Monday, March 26, 2007

What's in a name?


Welcome to my improv blog!

I suppose you’re wondering about the title “Something Like a Chicken Sandwich”. You may recognize it as a reference to the book “Something Like a Drug: An Unauthorized Oral History of Theatresports”, but why am I referencing that book and why a “chicken sandwich”?

While I first did improv in college with a group called Recess, I really cut my teeth as an improviser at Bay Area Theatresports, now BATS Improv. I owe the roots of my improv knowledge to Theatresports and Johnstonian theory. I’ve even had the pleasure of meeting the crazy cat, Keith Johnstone himself a few times.

So even though I’ve never actually read that book, I enjoy the reference to a chronicle of the origins of the improv theory that shaped me so.

As for “chicken sandwich”, when those of us that founded Un-Scripted first started meeting to form the organization, we didn’t have a name. We didn’t want to choose a name until we had a better sense of who were as an organization, so in the meantime we used the working title of “Chicken Sandwich”.

Why?

My sister and I have long used the term “Chicken Sandwich” to refer to anything we don’t want to name directly for fear of jinxing it. Sort of a superstitious place holder of sorts. For instance: when watching a baseball game, if the pitcher is throwing a no-hitter, you would say “the pitcher is throwing a chicken sandwich”, because as soon as you say the words “no-hitter” aloud, the pitcher will invariably give up a hit. Baseball is a superstitious sport, almost as superstitious as the world of theatre.

So we called ourselves Chicken Sandwich with the understanding that the name could not, under any circumstance, become the name of the company. Where did the name Un-Scripted eventually come from?

Well that’s a story for another posting.

But if we ever write a book about the origins of Un-Scripted and “Un-Scriptonian Improv Theory”, I’d like to call it “Something Like a Chicken Sandwich.”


If a line in the entries below contains "activation", copy it.

(DATA FOR REVIEW):
=== Begin Enclosure ===

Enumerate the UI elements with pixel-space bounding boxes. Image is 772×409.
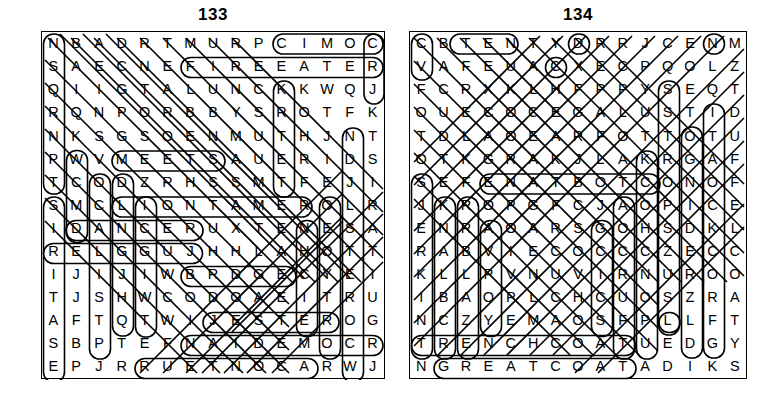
grid-cell: G [110,78,133,101]
grid-cell: Y [724,332,746,355]
grid-cell: E [477,170,499,193]
grid-cell: C [432,78,454,101]
grid-cell: O [410,147,432,170]
grid-cell: T [156,32,179,55]
grid-cell: E [500,309,522,332]
grid-cell: L [110,193,133,216]
grid-cell: E [522,240,544,263]
grid-cell: S [42,332,65,355]
grid-cell: Y [316,263,339,286]
grid-cell: R [156,101,179,124]
grid-cell: J [316,124,339,147]
grid-cell: C [156,286,179,309]
grid-cell: J [361,355,384,378]
grid-cell: R [455,193,477,216]
grid-cell: S [247,309,270,332]
grid-cell: A [455,286,477,309]
grid-cell: W [316,78,339,101]
grid-cell: R [224,55,247,78]
grid-cell: P [612,78,634,101]
grid-cell: I [133,263,156,286]
grid-cell: S [724,355,746,378]
grid-cell: U [634,101,656,124]
grid-cell: R [500,147,522,170]
grid-cell: C [293,263,316,286]
grid-cell: D [567,32,589,55]
grid-cell: S [224,170,247,193]
grid-cell: M [65,193,88,216]
grid-cell: J [202,309,225,332]
grid-cell: P [65,355,88,378]
grid-cell: R [455,78,477,101]
grid-cell: C [612,240,634,263]
grid-cell: H [179,170,202,193]
grid-cell: P [477,263,499,286]
grid-cell: C [410,32,432,55]
puzzle-grid-133[interactable]: NBADRTMURPCIMOCSAECNEFIREEATERQIIGTALUNC… [41,31,385,379]
grid-cell: E [477,32,499,55]
grid-cell: O [156,193,179,216]
grid-cell: T [270,170,293,193]
grid-cell: N [202,124,225,147]
grid-cell: Z [724,55,746,78]
grid-cell: O [477,286,499,309]
grid-cell: P [500,193,522,216]
grid-cell: J [567,147,589,170]
grid-cell: B [65,32,88,55]
grid-cell: K [701,217,723,240]
grid-cell: E [316,170,339,193]
grid-cell: H [224,240,247,263]
grid-cell: O [724,263,746,286]
grid-cell: S [42,55,65,78]
grid-cell: C [270,32,293,55]
grid-cell: E [410,217,432,240]
grid-cell: R [316,355,339,378]
grid-cell: B [432,286,454,309]
grid-cell: C [361,32,384,55]
grid-cell: L [701,55,723,78]
grid-cell: J [634,32,656,55]
grid-cell: F [179,55,202,78]
grid-cell: C [65,170,88,193]
grid-cell: O [316,240,339,263]
puzzle-grid-134[interactable]: CBTENTYDRRJCENMVAFEUACXECPQOLZFCRXKLHFPP… [409,31,747,379]
grid-cell: A [432,55,454,78]
grid-cell: I [65,78,88,101]
grid-cell: C [589,286,611,309]
grid-cell: K [500,78,522,101]
grid-cell: T [432,147,454,170]
grid-cell: L [179,78,202,101]
grid-cell: A [589,355,611,378]
grid-cell: U [202,217,225,240]
grid-cell: T [316,55,339,78]
puzzle-133: 133 NBADRTMURPCIMOCSAECNEFIREEATERQIIGTA… [41,6,385,379]
grid-cell: R [224,32,247,55]
grid-cell: K [65,124,88,147]
grid-cell: H [634,217,656,240]
grid-cell: U [432,101,454,124]
grid-cell: N [133,55,156,78]
grid-cell: C [477,101,499,124]
grid-cell: A [88,217,111,240]
grid-cell: C [432,309,454,332]
grid-cell: Q [65,101,88,124]
grid-cell: I [589,263,611,286]
grid-cell: S [656,286,678,309]
grid-cell: E [179,124,202,147]
grid-cell: T [247,217,270,240]
grid-cell: J [338,170,361,193]
grid-cell: E [679,78,701,101]
grid-cell: I [679,355,701,378]
grid-cell: O [179,286,202,309]
grid-cell: T [133,309,156,332]
grid-cell: S [247,101,270,124]
grid-cell: C [544,332,566,355]
grid-cell: O [410,101,432,124]
grid-cell: K [410,263,432,286]
grid-cell: I [202,55,225,78]
grid-cell: D [679,217,701,240]
grid-cell: G [133,240,156,263]
grid-cell: T [701,124,723,147]
grid-cell: J [110,263,133,286]
grid-cell: N [42,32,65,55]
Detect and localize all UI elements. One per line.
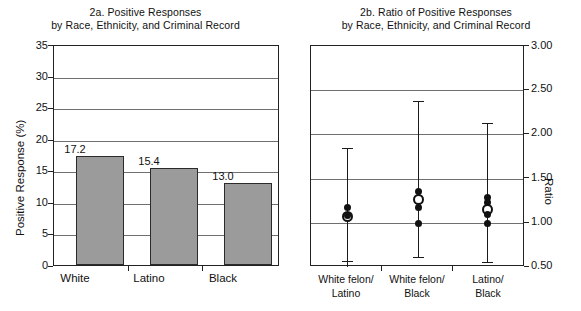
- chart-2b-xtick-mark: [381, 266, 382, 271]
- chart-2a-ytick-label-35: 35: [26, 40, 48, 51]
- chart-2b-xcat-latino-black: Latino/ Black: [452, 272, 524, 300]
- chart-2b-ytick-label-300: 3.00: [531, 40, 565, 51]
- chart-2a-ytick-mark: [48, 266, 53, 267]
- chart-2b-title-line2: by Race, Ethnicity, and Criminal Record: [291, 19, 581, 32]
- data-point-group1-a: [344, 204, 351, 211]
- chart-2a-ytick-label-15: 15: [26, 165, 48, 176]
- chart-2b-xcat-1-line1: White felon/: [318, 273, 373, 285]
- chart-2a-ytick-label-5: 5: [26, 228, 48, 239]
- chart-2b-ytick-label-200: 2.00: [531, 127, 565, 138]
- chart-2b-ytick-mark: [524, 89, 529, 90]
- data-point-group3-d: [484, 220, 491, 227]
- chart-2a-xtick-mark: [128, 266, 129, 271]
- chart-2b-title-line1: 2b. Ratio of Positive Responses: [291, 6, 581, 19]
- chart-2b-xcat-2-line1: White felon/: [389, 273, 444, 285]
- data-point-group1-b: [344, 212, 351, 219]
- chart-2a-gridline: [54, 78, 278, 79]
- bar-value-black: 13.0: [199, 170, 247, 182]
- bar-white: [76, 156, 124, 265]
- errorbar-cap-bottom-group3: [482, 262, 493, 263]
- chart-2b-gridline: [311, 179, 523, 180]
- chart-2a-gridline: [54, 109, 278, 110]
- chart-2a-xcat-white: White: [51, 272, 99, 284]
- chart-2a-title: 2a. Positive Responses by Race, Ethnicit…: [0, 6, 291, 32]
- chart-2b-ytick-label-250: 2.50: [531, 83, 565, 94]
- chart-2b-xcat-2-line2: Black: [381, 286, 453, 300]
- panel-2b: 2b. Ratio of Positive Responses by Race,…: [291, 0, 581, 311]
- chart-2b-ytick-mark: [524, 177, 529, 178]
- chart-2b-xcat-white-felon-black: White felon/ Black: [381, 272, 453, 300]
- bar-black: [224, 183, 272, 265]
- chart-2b-ytick-label-150: 1.50: [531, 172, 565, 183]
- errorbar-line-group3: [487, 123, 488, 263]
- errorbar-cap-bottom-group2: [413, 257, 424, 258]
- chart-2b-title: 2b. Ratio of Positive Responses by Race,…: [291, 6, 581, 32]
- chart-2b-xcat-3-line2: Black: [452, 286, 524, 300]
- data-point-group2-b: [415, 204, 422, 211]
- chart-2b-ytick-label-050: 0.50: [531, 260, 565, 271]
- chart-2a-xcat-black: Black: [199, 272, 247, 284]
- chart-2b-xcat-white-felon-latino: White felon/ Latino: [310, 272, 382, 300]
- chart-2a-ytick-label-20: 20: [26, 134, 48, 145]
- errorbar-cap-top-group2: [413, 101, 424, 102]
- chart-2b-xcat-3-line1: Latino/: [472, 273, 504, 285]
- chart-2b-ytick-label-100: 1.00: [531, 216, 565, 227]
- figure-container: 2a. Positive Responses by Race, Ethnicit…: [0, 0, 581, 311]
- chart-2b-xcat-1-line2: Latino: [310, 286, 382, 300]
- chart-2b-ytick-mark: [524, 45, 529, 46]
- chart-2b-ytick-mark: [524, 266, 529, 267]
- chart-2a-ytick-label-0: 0: [26, 260, 48, 271]
- chart-2b-xtick-mark: [452, 266, 453, 271]
- data-point-group3-c: [484, 211, 491, 218]
- chart-2a-xtick-mark: [202, 266, 203, 271]
- data-point-group2-c: [415, 220, 422, 227]
- chart-2a-y-axis-title: Positive Response (%): [14, 120, 26, 236]
- errorbar-cap-top-group3: [482, 123, 493, 124]
- chart-2b-gridline: [311, 90, 523, 91]
- panel-2a: 2a. Positive Responses by Race, Ethnicit…: [0, 0, 291, 311]
- chart-2b-ytick-mark: [524, 133, 529, 134]
- chart-2b-ytick-mark: [524, 222, 529, 223]
- chart-2a-xcat-latino: Latino: [125, 272, 173, 284]
- bar-value-latino: 15.4: [125, 155, 173, 167]
- chart-2a-ytick-label-25: 25: [26, 102, 48, 113]
- chart-2a-gridline: [54, 141, 278, 142]
- errorbar-cap-bottom-group1: [342, 261, 353, 262]
- bar-latino: [150, 168, 198, 265]
- chart-2a-ytick-label-10: 10: [26, 197, 48, 208]
- chart-2a-ytick-label-30: 30: [26, 71, 48, 82]
- errorbar-line-group2: [418, 101, 419, 258]
- errorbar-cap-top-group1: [342, 148, 353, 149]
- chart-2a-title-line1: 2a. Positive Responses: [0, 6, 291, 19]
- chart-2b-gridline: [311, 134, 523, 135]
- chart-2a-title-line2: by Race, Ethnicity, and Criminal Record: [0, 19, 291, 32]
- chart-2b-plot-area: [310, 45, 524, 266]
- bar-value-white: 17.2: [51, 143, 99, 155]
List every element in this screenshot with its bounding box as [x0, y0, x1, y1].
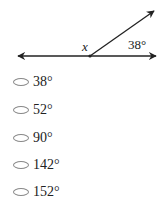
- option-38[interactable]: 38°: [13, 73, 53, 91]
- option-52[interactable]: 52°: [13, 101, 53, 119]
- option-label: 38°: [33, 74, 53, 90]
- radio-button[interactable]: [13, 134, 29, 142]
- option-label: 52°: [33, 102, 53, 118]
- option-152[interactable]: 152°: [13, 183, 60, 201]
- radio-button[interactable]: [13, 161, 29, 169]
- angle-label: 38°: [128, 37, 146, 52]
- vertex-label: x: [81, 39, 88, 54]
- radio-button[interactable]: [13, 78, 29, 86]
- option-label: 90°: [33, 130, 53, 146]
- radio-button[interactable]: [13, 188, 29, 196]
- option-label: 142°: [33, 157, 60, 173]
- option-142[interactable]: 142°: [13, 156, 60, 174]
- option-90[interactable]: 90°: [13, 129, 53, 147]
- option-label: 152°: [33, 184, 60, 200]
- vertex-point: [88, 54, 91, 57]
- radio-button[interactable]: [13, 106, 29, 114]
- angle-figure: x 38°: [0, 0, 166, 70]
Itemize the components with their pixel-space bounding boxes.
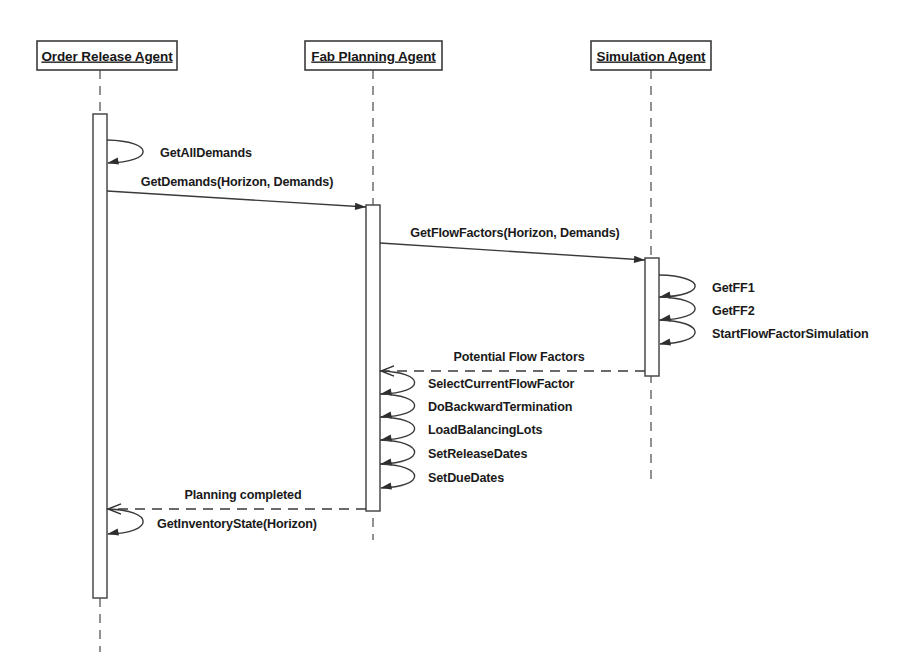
message-msg-get-flow-factors[interactable]: GetFlowFactors(Horizon, Demands) — [380, 226, 645, 263]
activation-bar-order-release-agent[interactable] — [93, 114, 107, 598]
message-label: GetDemands(Horizon, Demands) — [141, 175, 333, 189]
lifeline-fab-planning-agent[interactable]: Fab Planning Agent — [305, 41, 442, 540]
self-message-arc — [659, 275, 695, 297]
message-msg-get-ff1[interactable]: GetFF1 — [659, 275, 755, 299]
message-label: Potential Flow Factors — [453, 350, 584, 364]
self-message-arc — [380, 417, 415, 440]
message-label: GetFlowFactors(Horizon, Demands) — [410, 226, 619, 240]
self-message-arc — [659, 297, 695, 320]
message-label: GetFF1 — [712, 281, 755, 295]
message-msg-get-ff2[interactable]: GetFF2 — [659, 297, 755, 322]
sequence-diagram-svg: Order Release AgentFab Planning AgentSim… — [0, 0, 910, 666]
message-label: GetFF2 — [712, 304, 755, 318]
self-message-arc — [380, 440, 415, 464]
self-message-arc — [380, 371, 415, 394]
message-label: SelectCurrentFlowFactor — [428, 377, 575, 391]
message-msg-load-balancing-lots[interactable]: LoadBalancingLots — [380, 417, 542, 442]
activation-bar-fab-planning-agent[interactable] — [366, 205, 380, 511]
message-msg-set-release-dates[interactable]: SetReleaseDates — [380, 440, 527, 466]
self-message-arc — [380, 394, 415, 417]
lifeline-label-order-release-agent: Order Release Agent — [41, 49, 173, 64]
message-label: GetAllDemands — [160, 146, 252, 160]
message-msg-get-demands[interactable]: GetDemands(Horizon, Demands) — [107, 175, 366, 210]
self-message-arc — [380, 464, 415, 488]
self-message-arc — [107, 509, 143, 534]
sequence-diagram-canvas: Order Release AgentFab Planning AgentSim… — [0, 0, 910, 666]
message-label: Planning completed — [185, 488, 302, 502]
lifeline-label-fab-planning-agent: Fab Planning Agent — [311, 49, 436, 64]
message-label: SetReleaseDates — [428, 447, 527, 461]
lifeline-order-release-agent[interactable]: Order Release Agent — [37, 41, 177, 652]
message-label: LoadBalancingLots — [428, 423, 542, 437]
message-msg-potential-flow-factors[interactable]: Potential Flow Factors — [381, 350, 645, 376]
message-msg-get-all-demands[interactable]: GetAllDemands — [107, 140, 252, 165]
message-label: StartFlowFactorSimulation — [712, 327, 868, 341]
message-line — [107, 191, 366, 207]
activation-bar-simulation-agent[interactable] — [645, 258, 659, 376]
message-label: GetInventoryState(Horizon) — [157, 517, 317, 531]
self-message-arc — [659, 320, 695, 344]
message-line — [380, 243, 645, 260]
message-msg-start-flow-factor-simulation[interactable]: StartFlowFactorSimulation — [659, 320, 868, 346]
message-label: SetDueDates — [428, 471, 504, 485]
lifelines-layer: Order Release AgentFab Planning AgentSim… — [37, 41, 711, 652]
message-msg-select-current-flow-factor[interactable]: SelectCurrentFlowFactor — [380, 371, 575, 396]
self-message-arc — [107, 140, 143, 163]
message-label: DoBackwardTermination — [428, 400, 572, 414]
message-msg-get-inventory-state[interactable]: GetInventoryState(Horizon) — [107, 509, 317, 536]
message-msg-planning-completed[interactable]: Planning completed — [108, 488, 366, 514]
message-msg-do-backward-termination[interactable]: DoBackwardTermination — [380, 394, 572, 419]
lifeline-simulation-agent[interactable]: Simulation Agent — [591, 41, 711, 484]
lifeline-label-simulation-agent: Simulation Agent — [597, 49, 707, 64]
messages-layer: GetAllDemandsGetDemands(Horizon, Demands… — [107, 140, 868, 536]
message-msg-set-due-dates[interactable]: SetDueDates — [380, 464, 504, 490]
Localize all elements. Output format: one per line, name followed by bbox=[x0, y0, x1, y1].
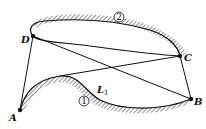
label-A: A bbox=[8, 112, 17, 123]
label-D: D bbox=[20, 34, 30, 45]
point-D bbox=[31, 34, 35, 38]
label-L1: L1 bbox=[96, 84, 109, 97]
label-L1-subscript: 1 bbox=[104, 89, 108, 97]
path-1-marker: 1 bbox=[81, 96, 87, 106]
segment-hump-C bbox=[60, 56, 180, 76]
point-B bbox=[189, 97, 193, 101]
point-A bbox=[18, 108, 22, 112]
label-C: C bbox=[184, 52, 192, 63]
diagram: A B C D L1 1 2 bbox=[0, 0, 206, 129]
label-L1-main: L bbox=[96, 84, 104, 95]
path-2-marker: 2 bbox=[116, 12, 122, 22]
label-B: B bbox=[193, 96, 202, 107]
path-2-curve bbox=[31, 20, 180, 56]
point-C bbox=[178, 54, 182, 58]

=== End Enclosure ===

(PROBLEM SOLUTION):
activation-bar-order-release-agent[interactable] — [93, 114, 107, 598]
activation-bar-fab-planning-agent[interactable] — [366, 205, 380, 511]
activation-bar-simulation-agent[interactable] — [645, 258, 659, 376]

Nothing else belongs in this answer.